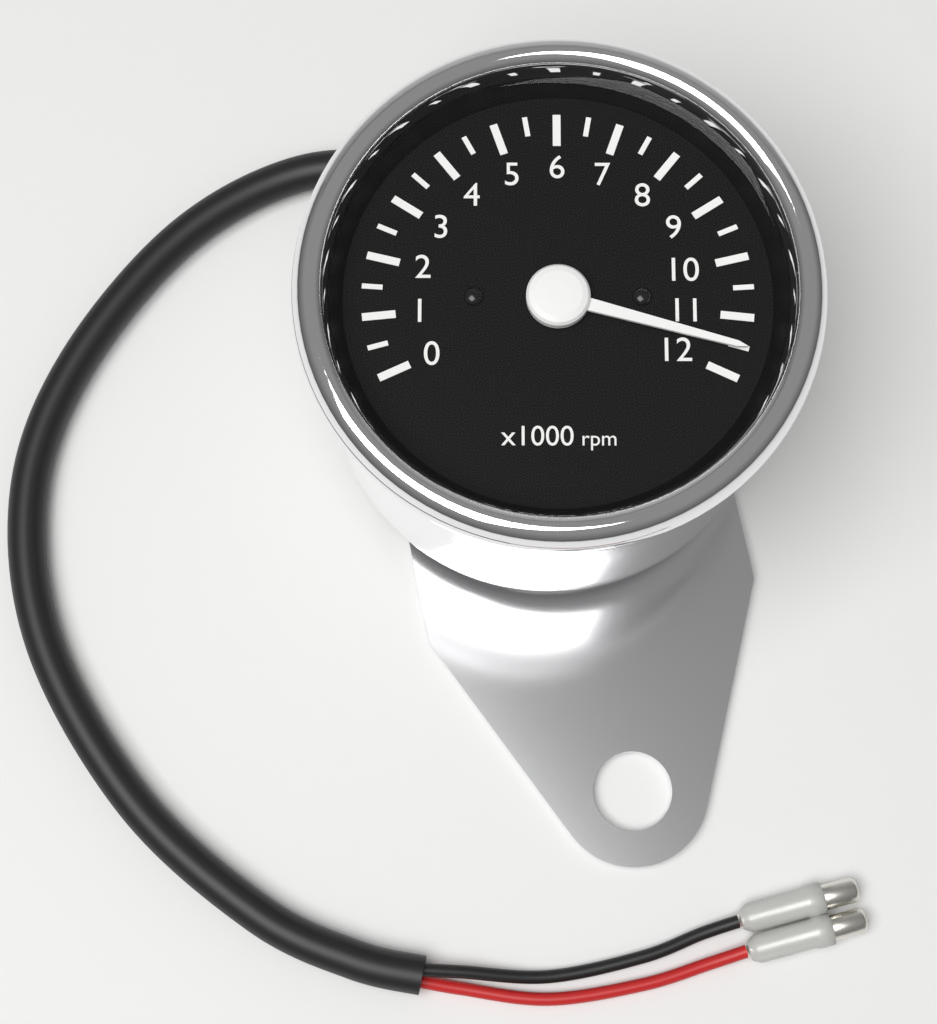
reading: 11500 rpm
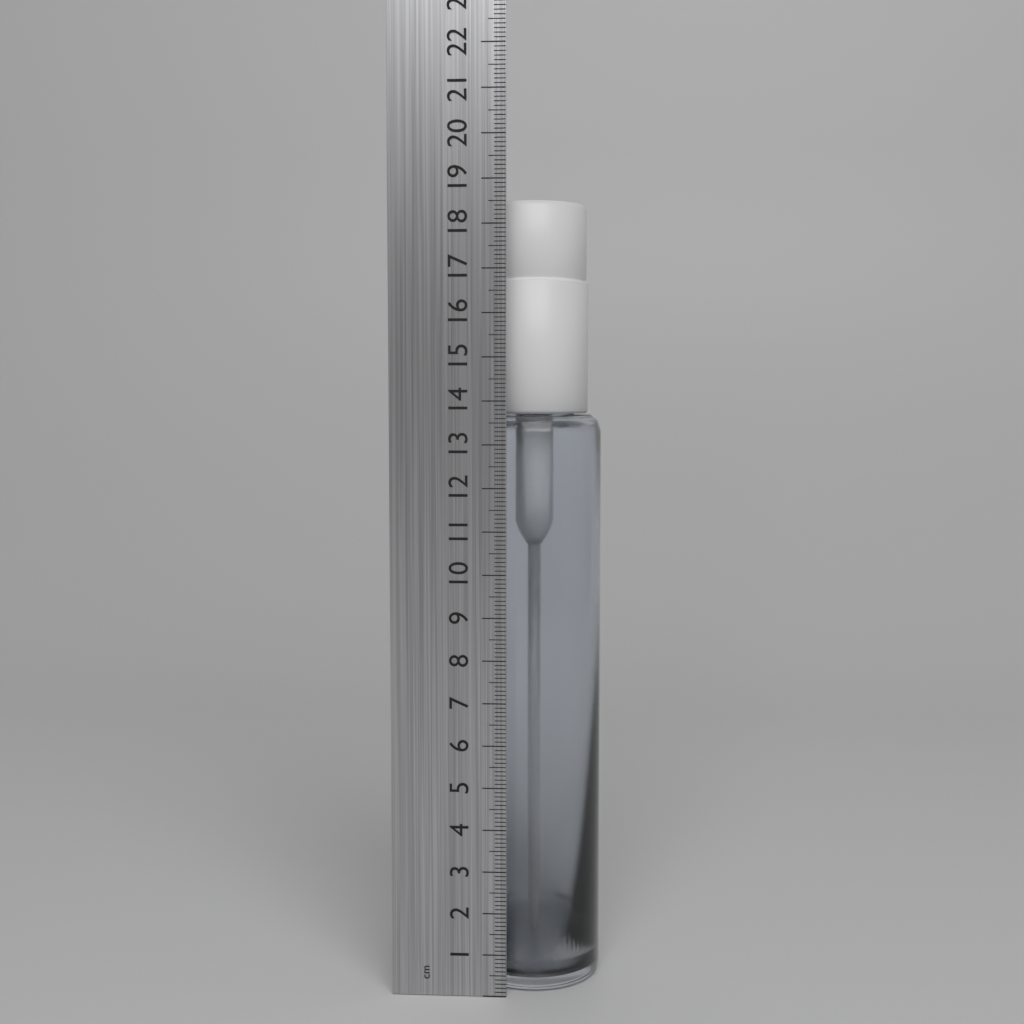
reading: 18.6 cm
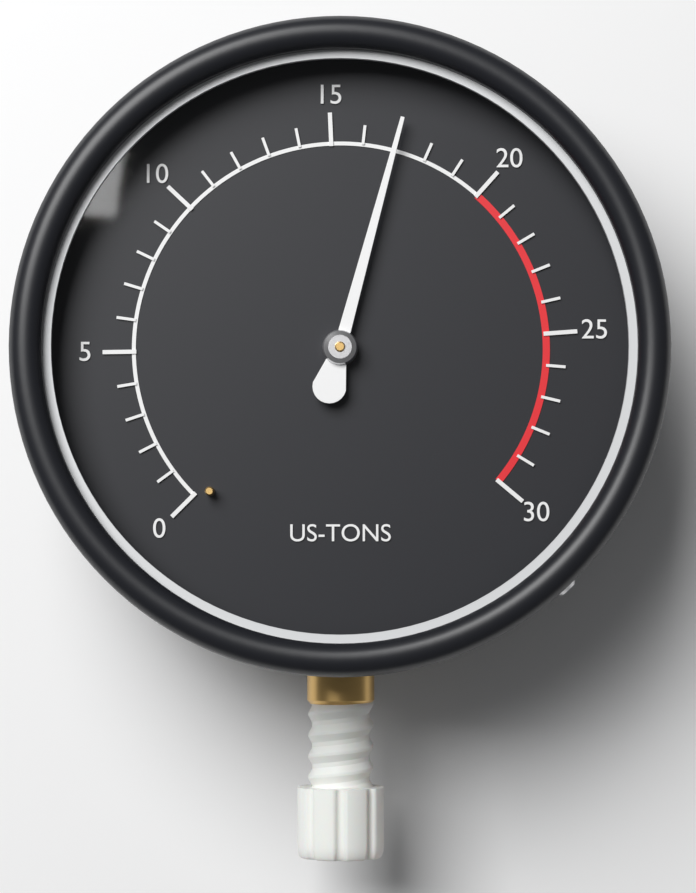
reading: 17 US-TONS
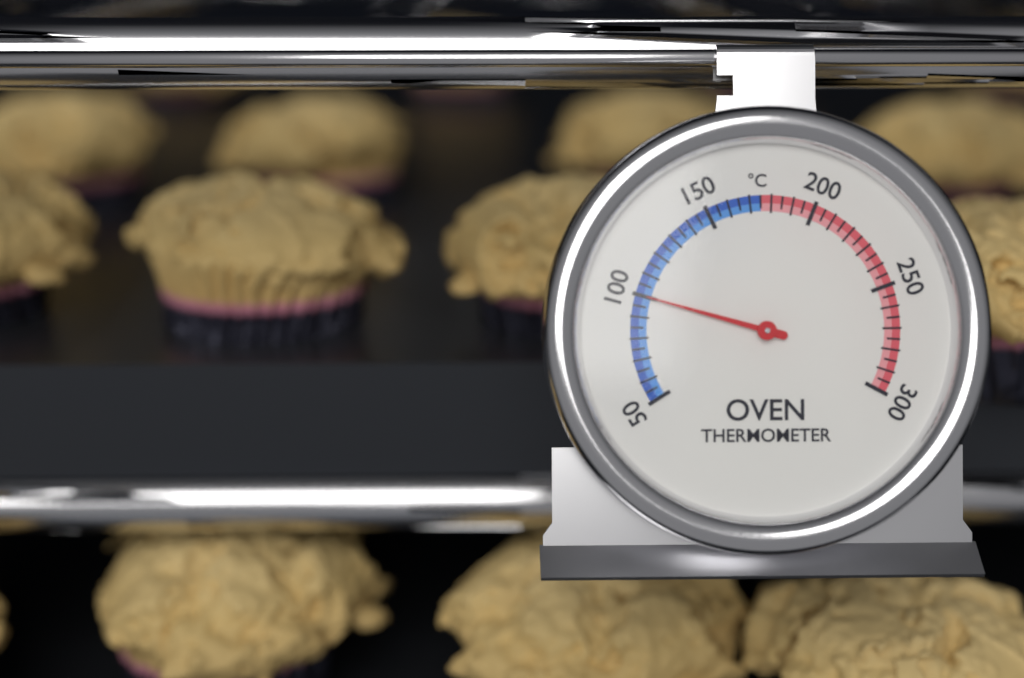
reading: 100 °C
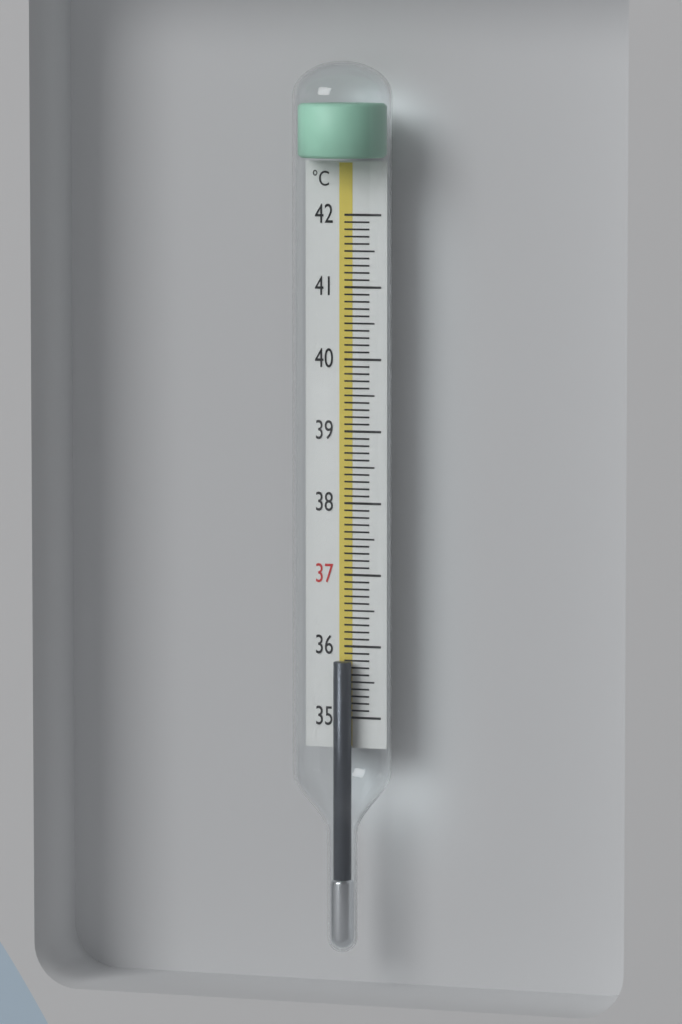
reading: 35.8 °C
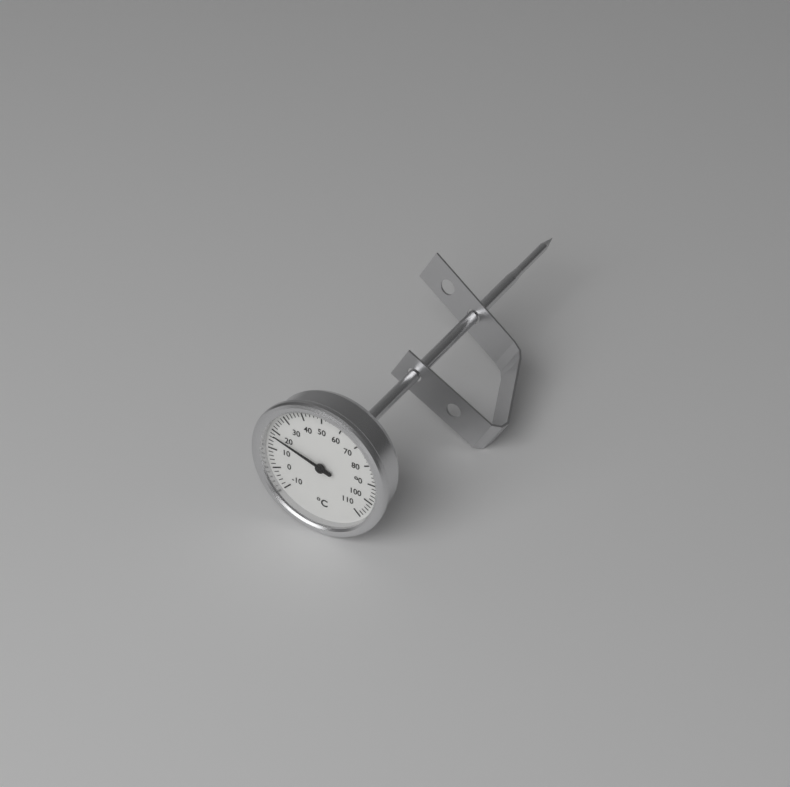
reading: 18 °C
--------------------
A word-for-word copy of the listing is needed, with no pictures in it.

reading: 11500 rpm
reading: 18.6 cm
reading: 17 US-TONS
reading: 100 °C
reading: 35.8 °C
reading: 18 °C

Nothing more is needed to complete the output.